OPINION:
The People’s Republic of China appears to be a normal nation-state on the surface. Yet, alarmingly close to this tranquil surface, society is in a volcanic turmoil. Total political control by the party, the state and local authorities is becoming increasingly unacceptable. Opinion surveys regularly conducted by universities and the printed media have found that almost 50 percent of the Chinese are unhappy with their living conditions. While giant state-owned and state-controlled enterprises in industries that the party and the military considers “strategic” prosper, private and joint public-private entities are steadily subjected to official meddling and harassment.
Corruption, as old as the Chinese civilization itself, demoralizes and dehumanizes the entire population. As a result, almost two-thirds of middle-class and rich Chinese have already left the country, or are in the process of emigrating to the West. Unabated unrest in countless cities, villages and even entire cantons and regions prove that the hybrid system of political autocracy and limited economic liberalization does not work anymore.

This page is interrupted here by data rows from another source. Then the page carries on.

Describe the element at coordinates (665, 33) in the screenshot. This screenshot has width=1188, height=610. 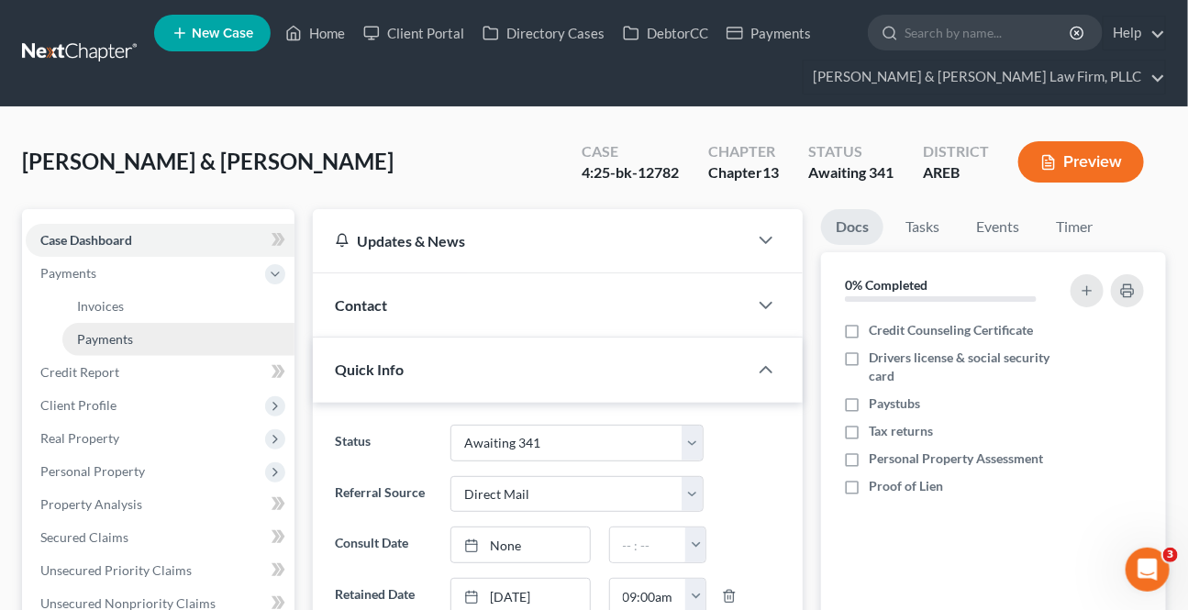
I see `a: DebtorCC` at that location.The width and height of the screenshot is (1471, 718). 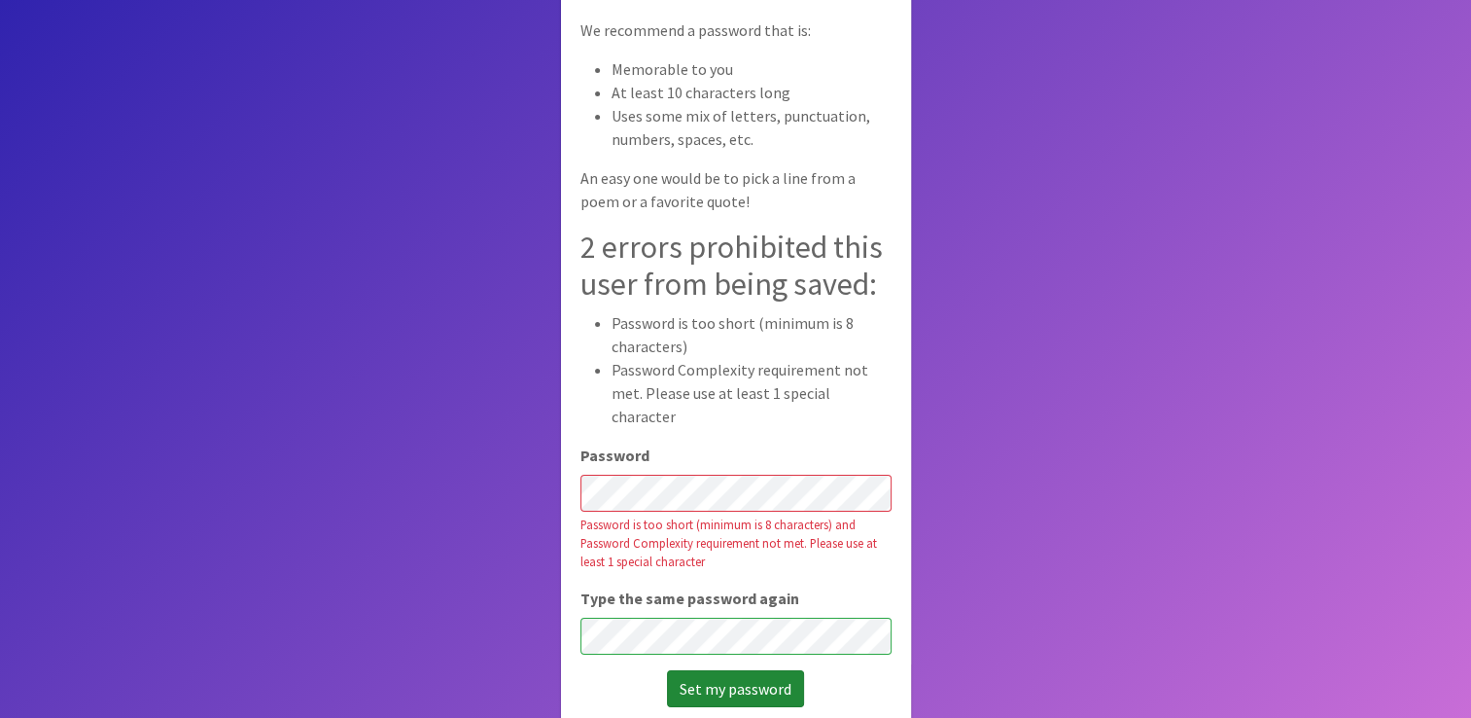 I want to click on div: Password is too short (minimum is 8 characters) and Password Complexity requirement not met. Plea..., so click(x=736, y=544).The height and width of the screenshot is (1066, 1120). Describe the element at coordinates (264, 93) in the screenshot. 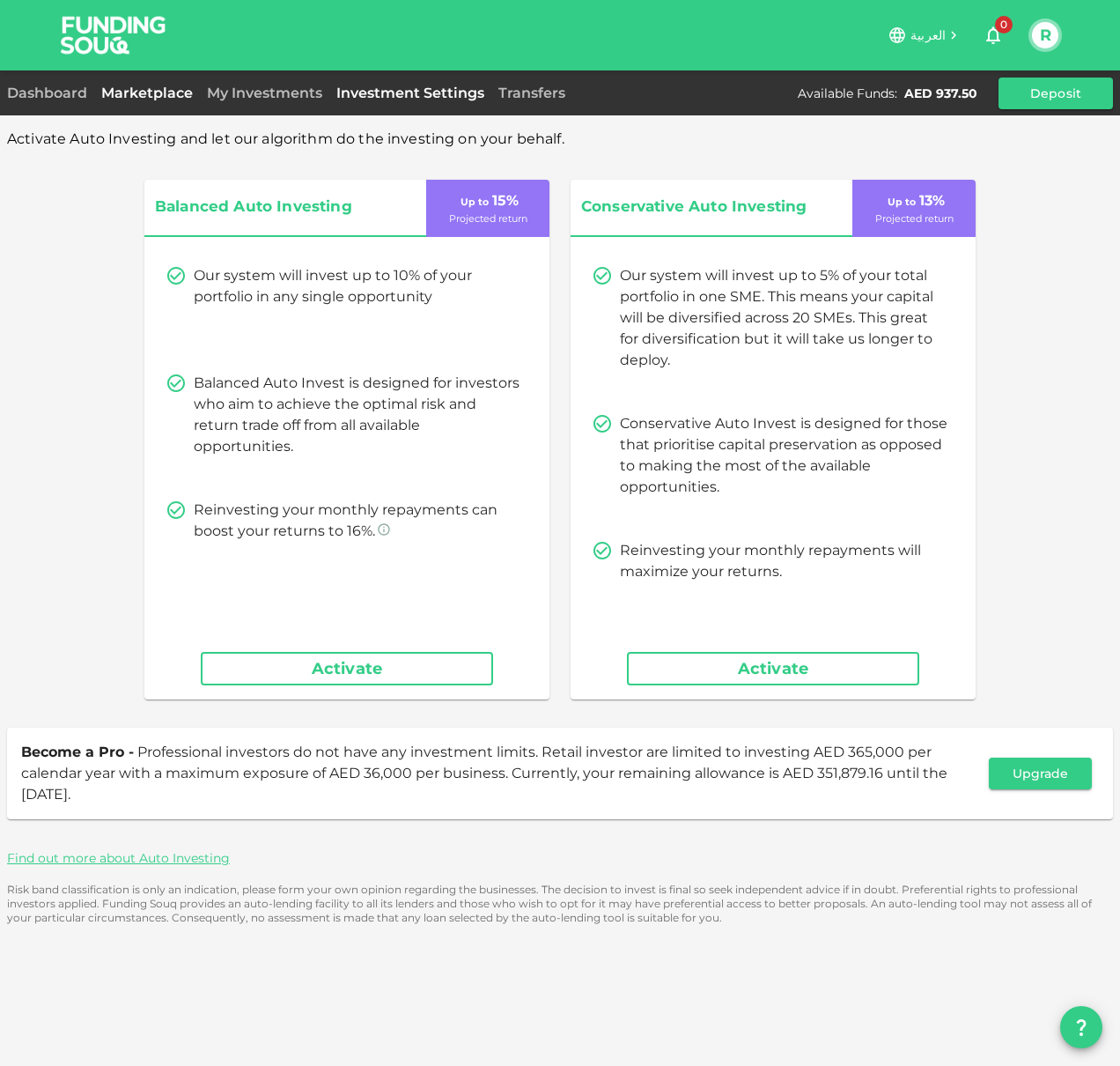

I see `a: My Investments` at that location.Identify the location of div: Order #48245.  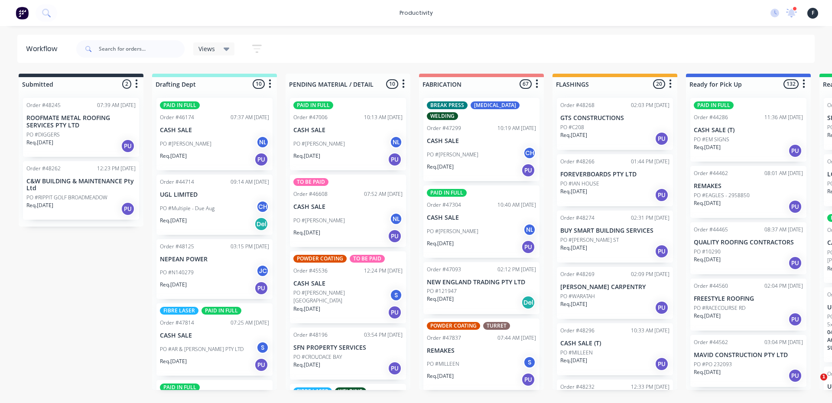
(43, 105).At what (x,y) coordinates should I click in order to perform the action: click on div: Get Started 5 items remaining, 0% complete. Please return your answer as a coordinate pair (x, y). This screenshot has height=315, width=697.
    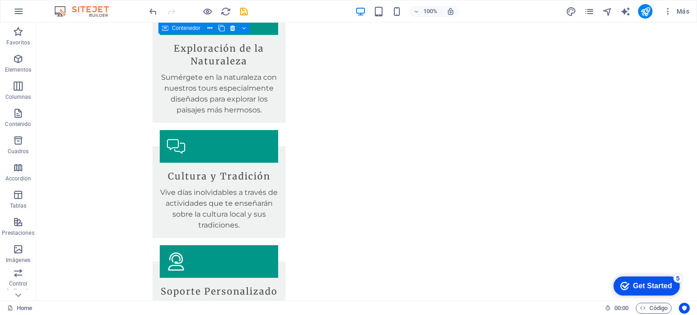
    Looking at the image, I should click on (40, 14).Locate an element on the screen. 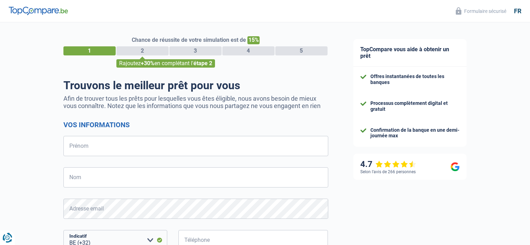 The width and height of the screenshot is (530, 245). div: 2 is located at coordinates (142, 51).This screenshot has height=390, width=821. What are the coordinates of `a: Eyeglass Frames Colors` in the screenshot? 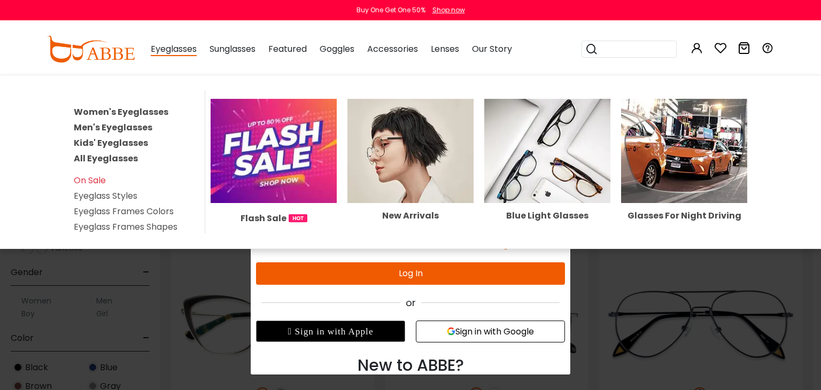 It's located at (123, 211).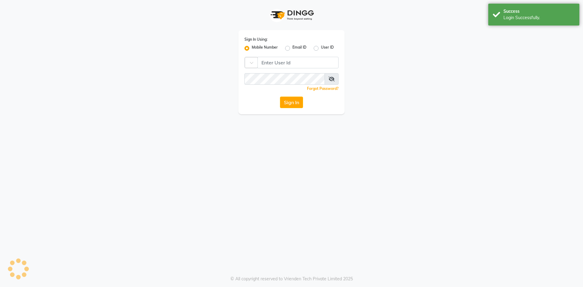 This screenshot has height=287, width=583. I want to click on label: Mobile Number, so click(265, 48).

This wide-spread dissatisfaction is the natural result of decades of power being consolidated in a small minority of privileged members of the Communist Party of China. The general population is becoming tired of being governed by a group propped up by weakening veneration of those who command power and faith in their ability to perpetuate the status quo. Having attained absolute power by force in 1949, the Communist Party of China has governed the most populous nation on Earth by a myth of the infallibility of either a single individual or a seemingly homogeneous leadership. For almost three decades, the centralization of political, economic, social and cultural powers by the inexperienced, incompetent and self-appointed minority has resulted in political destruction, economic ruin and pervasive immorality. Any reforms or economic modernization has been balanced by ruthless political oppression.

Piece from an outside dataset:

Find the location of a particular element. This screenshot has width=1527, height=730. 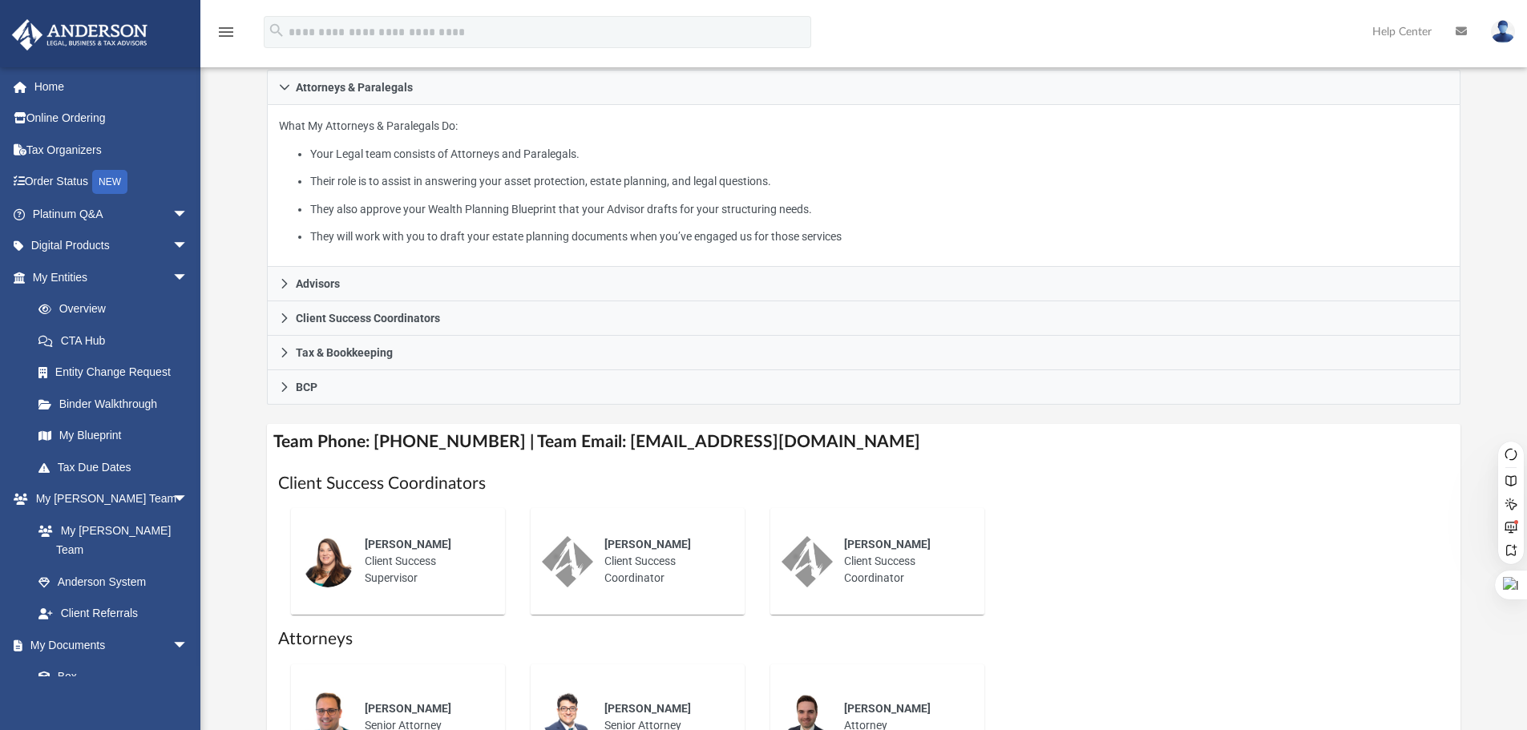

span: Client Success Coordinators is located at coordinates (368, 318).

Like all one-sided visions, the People’s Republic of China’s exclusive focus on economic growth to the detriment of political modernization has had both its strong and weak dimensions. In spite of impressive export earnings, spectacular construction projects and sizable foreign investments in the last three decades, exports have declined perceptibly, domestic growth has slowed from just past 10 percent to 6.7 percent, foreign investments fell to a record low in 2011, Chinese gross domestic product per capita has stagnated at $8,382 in purchasing power parity terms ($5,414 in nominal terms), and official corruption has reached staggering proportions. On the political front, scandals such as revelations of Bo Xilai’s corruption and the trial of his wife on charges of murder has rocked the very upper echelon of the Communist Party of China and called into national question the myth of the homogeneous and meritorious leadership. The real story of the demise of the “prince of Chonqing” is not his abuse of power that had bordered on thuggery and outright criminality, nor his wife’s murderous arrogance, but a political life and death struggle among the top leaders for the future of the country’s political and economic direction.

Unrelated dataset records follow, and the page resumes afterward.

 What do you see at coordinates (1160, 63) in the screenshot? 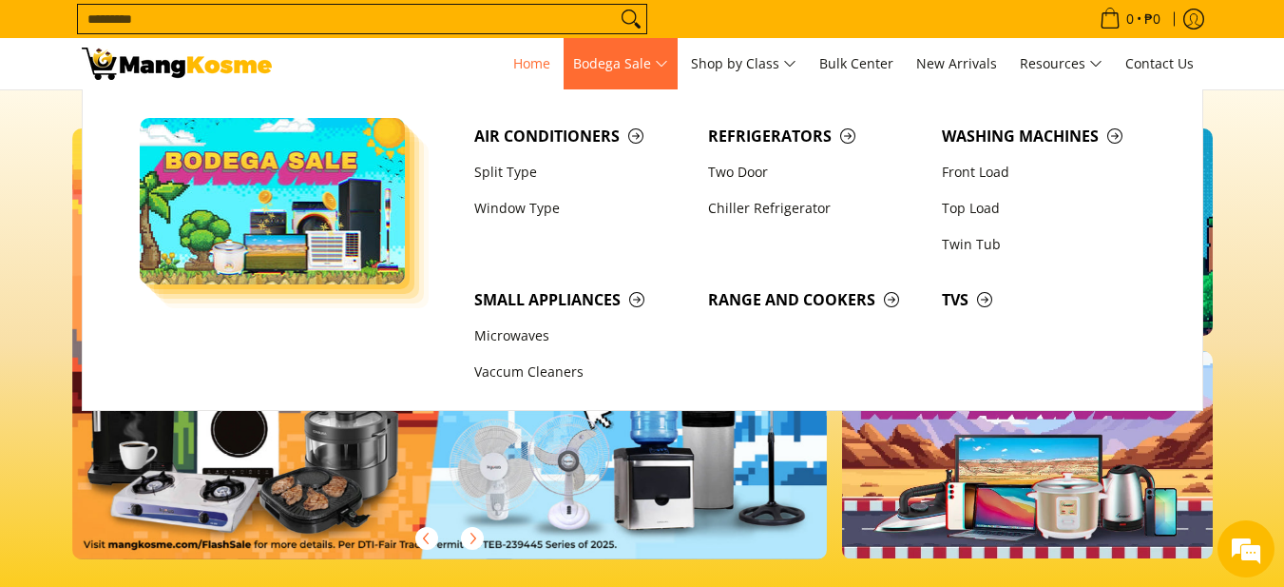
I see `span: Contact Us` at bounding box center [1160, 63].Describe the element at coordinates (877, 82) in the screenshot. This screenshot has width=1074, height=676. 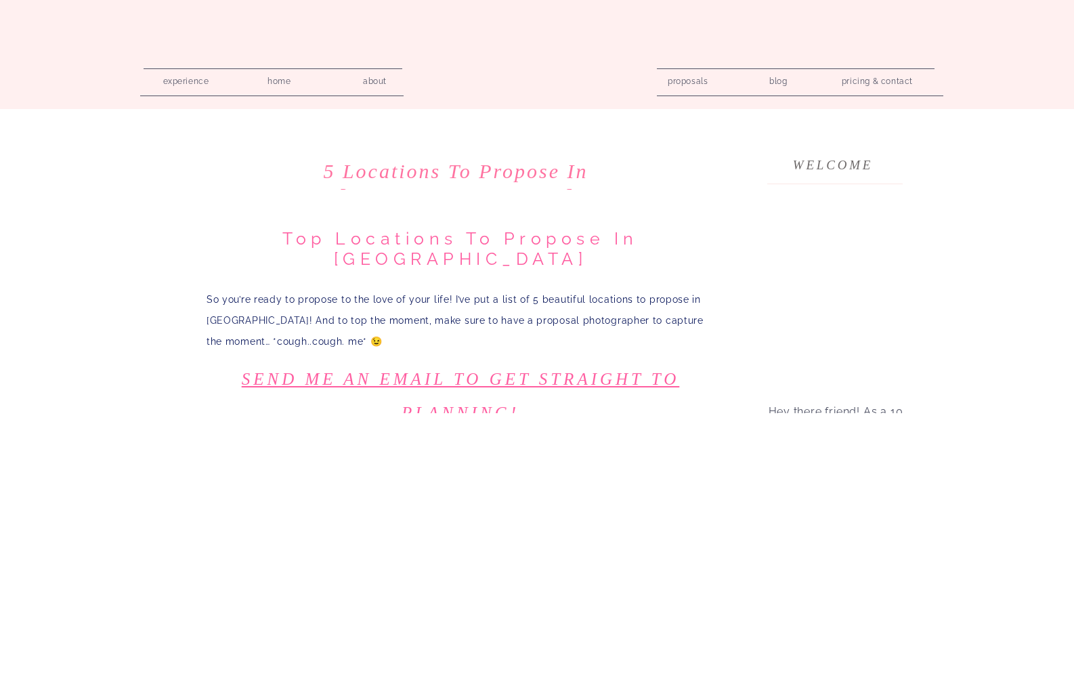
I see `nav: pricing & contact` at that location.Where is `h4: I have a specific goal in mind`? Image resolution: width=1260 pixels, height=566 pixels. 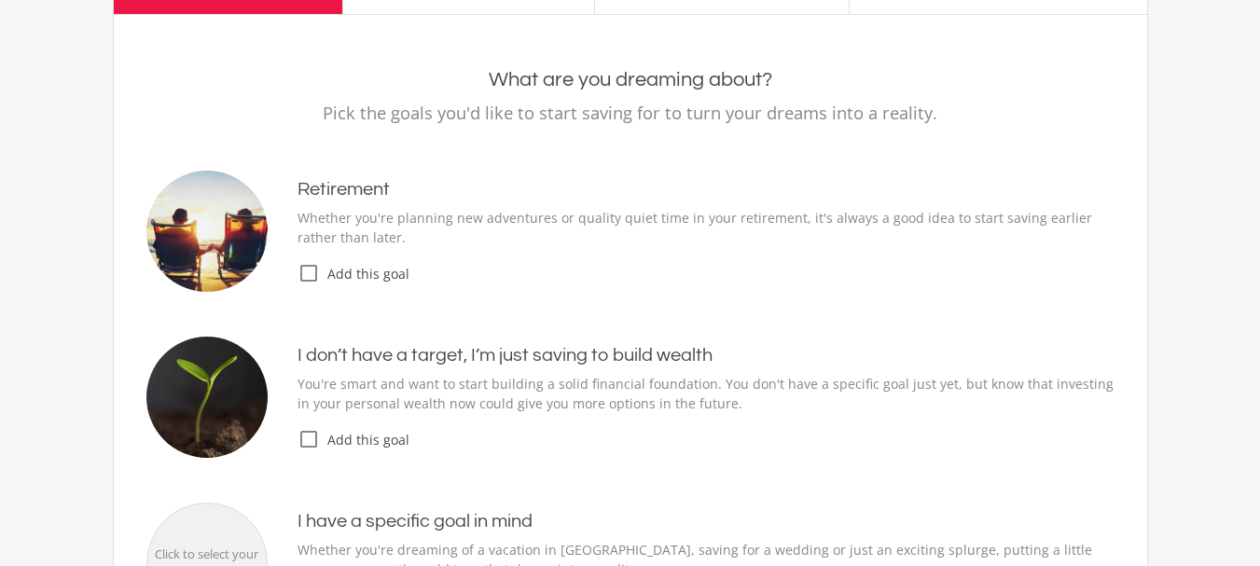 h4: I have a specific goal in mind is located at coordinates (706, 521).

Under these trying economic circumstances, political uncertainties and public disgust, members of the Communist Party of China are preparing for their 18th Congress, a five-yearly exercise in illusionary public relations. Presumably in October or November of this year, the delegates, carefully vetted on several levels, will convene to select from an already finalized list a new central committee and subsequently rubber stamp a new Politburo of some 25 members. It is also rumored that Xi Jinping, the current vice president and the scion of a prominent communist dynasty, will replace the seating president, Hu Jintao. His deputy, Li Keqiang, will succeed Wen Jiabao, the current prime minister.
Political and economic stagnation will only cement the status quo in which official corruption is rampant and state owned and backed enterprises crowd out purely private businesses. Indeed, the impossibility of continuing to grow the economy without relaxing the dictatorship’s grip on political power and the economy will soon create a situation in which the absolute rule of the party cannot be maintained any longer.
Realistically, no significant changes can be expected from the incoming party leadership. Political as well as economic strategies are already in place for the next three years. Any major deviation from the policies set by the outgoing leadership would risk serious disagreements and even renewed power struggles between the old and the new leaders and their adherents within the party, in the military and inside the security organs.
The leaders of the Communist Party of China are hopelessly out of touch with reality. The oppressed people of this vast country sense the confusion and the paralysis of the dictatorship. In a country where social services in the rural areas are almost non-existent and in the cities insufficient, an economic downturn would result in mass poverty. Reform ideas developed by the People’s Bank of China, the equivalent of the Federal Reserve, the World Bank and a government think tank called the Development Research Centre in Beijing that foresee a 10-year timetable for the gradual liberalization of the economy, especially the country’s capital markets, would never be implemented in the current political context.
In view of all these trends, facts and challenges, the new leaders of the Communist Party of China are condemned to certain failure. Neither the economic growth of the past 30 years nor the empty slogans of nationalistic-populism will spare China the catastrophe of another revolution and the daunting task of building a new, more equitable and democratic nation. The People’s Republic of China is on the verge of collapse.
Miklos K. Radvanyi is vice president for international policy at Frontiers of Freedom.